Decided only to be undecided, resolved to be irresolute, adamant for drift, solid for fluidity, all-powerful to be impotent.
The power of man has grown in every sphere, except over himself.
When you have to kill a man, it costs nothing to be polite.
The enemy is still proud and powerful. He is hard to get at. He still possesses enormous armies, vast resources, and invaluable strategic territories...No one can tell what new complications and perils might arise in four or five more years of war. And it is in the dragging-out of the war at enormous expense, until the democracies are tired or bored or split that the main hopes of Germany and Japan must reside.

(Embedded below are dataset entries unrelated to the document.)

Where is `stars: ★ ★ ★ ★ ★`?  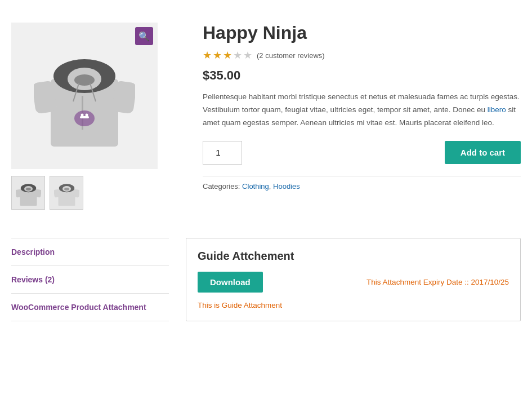 stars: ★ ★ ★ ★ ★ is located at coordinates (227, 55).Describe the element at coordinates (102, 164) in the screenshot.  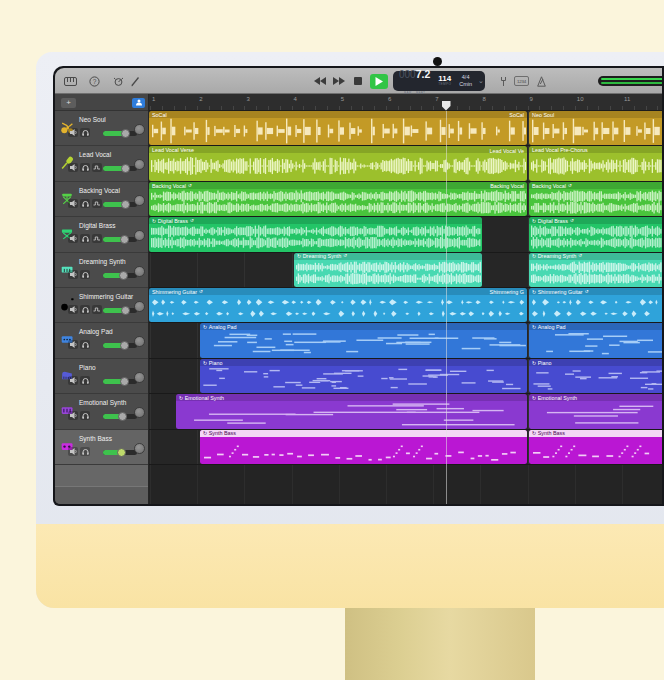
I see `track-header-lead-vocal: Lead Vocal` at that location.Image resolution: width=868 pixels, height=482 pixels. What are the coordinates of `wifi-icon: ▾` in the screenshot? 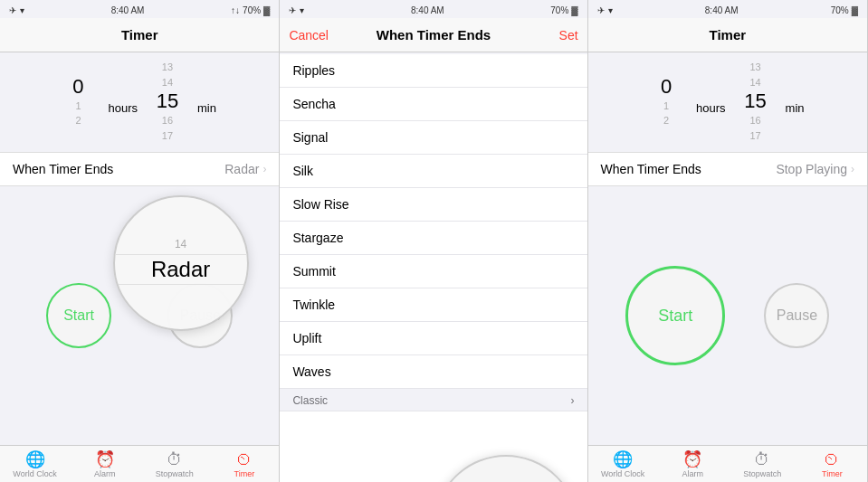 It's located at (22, 11). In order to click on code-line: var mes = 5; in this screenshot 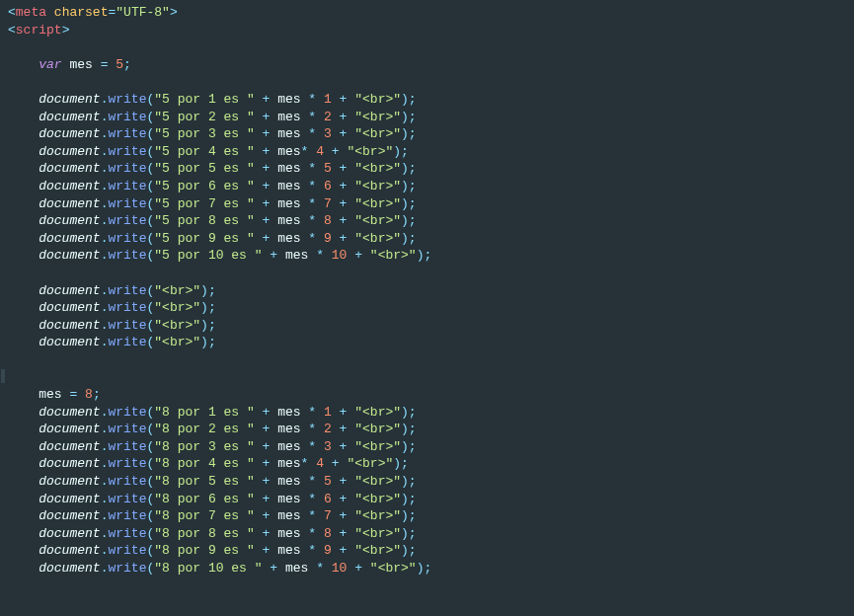, I will do `click(430, 65)`. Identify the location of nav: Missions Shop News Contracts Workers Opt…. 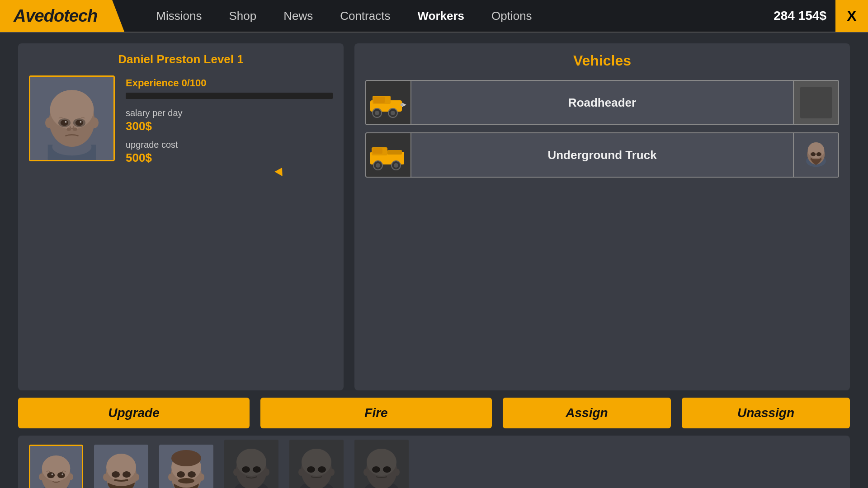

You see these dictators on their pedestals, surrounded by the bayonets of their soldiers and the truncheons of their police ... yet in their hearts there is unspoken fear. They are afraid of words and thoughts: words spoken abroad, thoughts stirring at home -- all the more powerful because forbidden -- terrify them. A little mouse of thought appears in the room, and even the mightiest potentates are thrown into panic.
The rule which forbids ending a sentence with a preposition is the kind of nonsense up with which I will not put.
The substance of the eminent Socialist gentleman's speech is that making a profit is a sin, but it is my belief that the real sin is taking a loss
The Times is speechless, and it takes three columns to express its speechlessness
I shall always be glad to have seen it-for the same reason Papa gave for being glad to have seen Lisbon-namely, "that it will be unnecessary ever to see it again.